Latin ska
Formed 1995, in New York, NY, USA
Based in New York, NY, USA
Members: Mike Wagner, trombone, guitars; Glenda Lee, bass; Luís Jésus Ruíz, drums, percussion; Miguel Oldenburg, guitars, backing vocals; Blanquito Man (born Andrew Blanco), vocals, percussion, moves; Fernando Vélez, percussion; Martín Adrian Cunningham, tenor saxophone; Luís Eduardo Blanco, keyboards, accordion, cuatro, percussion, backing vocals. (Members are from Venezuela and USA.)
Like Haiti's Boukman Eksperyans and the U.S.'s Spearhead, the Venezuelan/American King Changó's style is an exhilarating cultural whirlwind that sweeps from Argentina to the Arctic, recognizing no national or musical borders along the way. The path it carved in the English-only wasteland of U.S. rock was wide enough to let Ozomatli, Los Amigos Invisibles, Bloque, and a gathering host of others charge through, prying open the cracks made by Santana and Los Lobos on previous attempts. Changó's music switches from Latin ska to African funk to bluesy rock and beyond like a stuck satellite channel-changer, on a wavelength scrambled to none: If you don't understand the often-Spanish lyrics, you will, as Boukman's Lôlô Beaubrun once remarked to this writer, "understand the music with your body." Changó has a sophisticated but spontaneous sense of what makes people jump the world over, and unlike the Anglo-dance flavor of the minute, their arsenal includes something other than inebriation and volume. After mightily bringing forth much of the mid-'90s AlterLatino revolution, even they needed a day of rest, studio-wise — but at presstime the three years they gave everyone else to catch up was about to end with the summer-'99 Return of El Santo. Consider yourself warned—and be there early.
The neon-anime/carnival/wrestling-ring graphics and genre-fissioning music of King Changó (Luaka Bop, 1996, prod. José Andrés Blanco, King Changó) marks one of those historic pop moments when you don't know what hit you and are too dazzled to care. And listening back, the effect of "God Damn Killers" and "Don't Drop Your Pants"' political punch, "Melting Pot" and "Revolution/Cumbia Reggae"'s lilting multicultural overtures, and "Latin Ska" and "Melting Pot Intro"'s poly-jazz workouts doesn't wear off. The band runs such an idea surplus that even the end-of-disc "secret" tracks — some kickin' low-tech basic chants — have a rare reason for existing, with only the stalker-y "So Sweet" to threaten their Best New Band of '96 status. An album that put "AlterLatino" not just on the map, but all over it.
The Latin-ska masters honor some Anglo-reggae precursors with "Venezuelan in New York" on Outlandos D'Americas: A Rock en Español Tribute to the Police (EMD/Ark 21, 1998).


**What the exercise asks:** Your answer should be the lines of the material that include the word "this".

+ + + + + + +

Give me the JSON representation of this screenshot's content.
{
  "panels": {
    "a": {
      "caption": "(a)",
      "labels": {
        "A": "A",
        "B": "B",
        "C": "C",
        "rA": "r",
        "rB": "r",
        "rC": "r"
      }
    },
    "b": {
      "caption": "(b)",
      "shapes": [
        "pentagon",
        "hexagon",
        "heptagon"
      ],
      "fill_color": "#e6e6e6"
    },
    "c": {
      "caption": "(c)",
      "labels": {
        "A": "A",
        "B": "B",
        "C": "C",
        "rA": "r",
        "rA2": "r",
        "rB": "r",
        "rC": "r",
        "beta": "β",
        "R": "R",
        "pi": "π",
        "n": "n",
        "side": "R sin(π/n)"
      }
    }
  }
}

+ + + + + + +

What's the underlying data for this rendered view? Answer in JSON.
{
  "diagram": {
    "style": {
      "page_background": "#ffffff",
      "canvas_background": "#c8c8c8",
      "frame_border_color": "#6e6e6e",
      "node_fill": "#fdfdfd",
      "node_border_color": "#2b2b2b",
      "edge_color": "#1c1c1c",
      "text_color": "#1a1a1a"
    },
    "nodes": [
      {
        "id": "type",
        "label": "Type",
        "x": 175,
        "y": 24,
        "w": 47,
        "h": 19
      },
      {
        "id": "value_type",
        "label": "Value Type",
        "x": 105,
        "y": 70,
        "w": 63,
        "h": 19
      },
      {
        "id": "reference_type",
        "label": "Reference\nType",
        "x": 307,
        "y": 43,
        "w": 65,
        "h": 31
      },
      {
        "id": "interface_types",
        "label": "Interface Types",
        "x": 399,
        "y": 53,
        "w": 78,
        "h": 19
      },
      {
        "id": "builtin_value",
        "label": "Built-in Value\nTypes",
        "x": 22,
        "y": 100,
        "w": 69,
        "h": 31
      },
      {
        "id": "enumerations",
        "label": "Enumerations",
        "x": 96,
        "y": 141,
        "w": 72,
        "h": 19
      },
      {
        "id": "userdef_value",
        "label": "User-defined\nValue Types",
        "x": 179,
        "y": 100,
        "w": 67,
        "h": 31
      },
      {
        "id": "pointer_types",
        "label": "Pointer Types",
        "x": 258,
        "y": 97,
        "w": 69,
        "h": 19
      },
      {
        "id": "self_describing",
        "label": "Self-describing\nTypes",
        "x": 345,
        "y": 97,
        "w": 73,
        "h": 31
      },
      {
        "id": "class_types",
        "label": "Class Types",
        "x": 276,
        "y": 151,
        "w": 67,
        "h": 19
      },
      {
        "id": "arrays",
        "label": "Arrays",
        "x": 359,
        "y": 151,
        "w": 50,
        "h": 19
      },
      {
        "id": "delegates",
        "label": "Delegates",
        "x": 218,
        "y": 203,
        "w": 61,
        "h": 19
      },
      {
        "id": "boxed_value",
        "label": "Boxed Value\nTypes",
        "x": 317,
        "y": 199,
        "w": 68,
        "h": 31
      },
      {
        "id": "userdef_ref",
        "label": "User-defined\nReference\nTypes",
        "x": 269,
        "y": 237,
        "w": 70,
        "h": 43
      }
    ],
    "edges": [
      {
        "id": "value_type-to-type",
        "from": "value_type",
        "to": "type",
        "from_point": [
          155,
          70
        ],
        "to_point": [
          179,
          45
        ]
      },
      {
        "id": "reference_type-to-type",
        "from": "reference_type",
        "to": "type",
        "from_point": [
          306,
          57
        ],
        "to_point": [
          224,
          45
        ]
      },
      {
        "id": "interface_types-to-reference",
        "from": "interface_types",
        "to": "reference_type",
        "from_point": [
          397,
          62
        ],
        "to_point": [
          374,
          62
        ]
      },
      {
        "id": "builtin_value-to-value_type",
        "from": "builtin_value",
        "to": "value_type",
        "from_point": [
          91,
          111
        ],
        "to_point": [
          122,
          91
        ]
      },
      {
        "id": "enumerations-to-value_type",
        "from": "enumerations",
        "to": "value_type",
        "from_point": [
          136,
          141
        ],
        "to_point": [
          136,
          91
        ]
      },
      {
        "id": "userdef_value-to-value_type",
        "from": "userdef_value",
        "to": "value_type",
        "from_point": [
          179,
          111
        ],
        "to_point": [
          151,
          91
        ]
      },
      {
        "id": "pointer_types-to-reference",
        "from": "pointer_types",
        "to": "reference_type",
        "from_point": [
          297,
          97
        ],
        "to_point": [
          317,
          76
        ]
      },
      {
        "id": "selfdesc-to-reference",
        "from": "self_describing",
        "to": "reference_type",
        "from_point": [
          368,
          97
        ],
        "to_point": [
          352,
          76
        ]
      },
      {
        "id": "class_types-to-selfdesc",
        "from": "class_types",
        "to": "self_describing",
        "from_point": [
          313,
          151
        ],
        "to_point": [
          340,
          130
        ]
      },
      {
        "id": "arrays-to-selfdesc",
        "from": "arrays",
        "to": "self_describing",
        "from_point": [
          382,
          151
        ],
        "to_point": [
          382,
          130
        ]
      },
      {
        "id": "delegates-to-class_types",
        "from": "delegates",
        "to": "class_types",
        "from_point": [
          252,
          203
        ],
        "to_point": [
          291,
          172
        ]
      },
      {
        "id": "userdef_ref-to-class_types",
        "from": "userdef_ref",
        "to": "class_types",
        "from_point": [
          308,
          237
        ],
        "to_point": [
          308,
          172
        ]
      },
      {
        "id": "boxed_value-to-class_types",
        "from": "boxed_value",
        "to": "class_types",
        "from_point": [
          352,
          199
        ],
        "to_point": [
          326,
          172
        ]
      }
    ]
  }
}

+ + + + + + +

**Final answer:**
Give me the JSON representation of this screenshot's content.
What's the underlying data for this rendered view? Answer in JSON.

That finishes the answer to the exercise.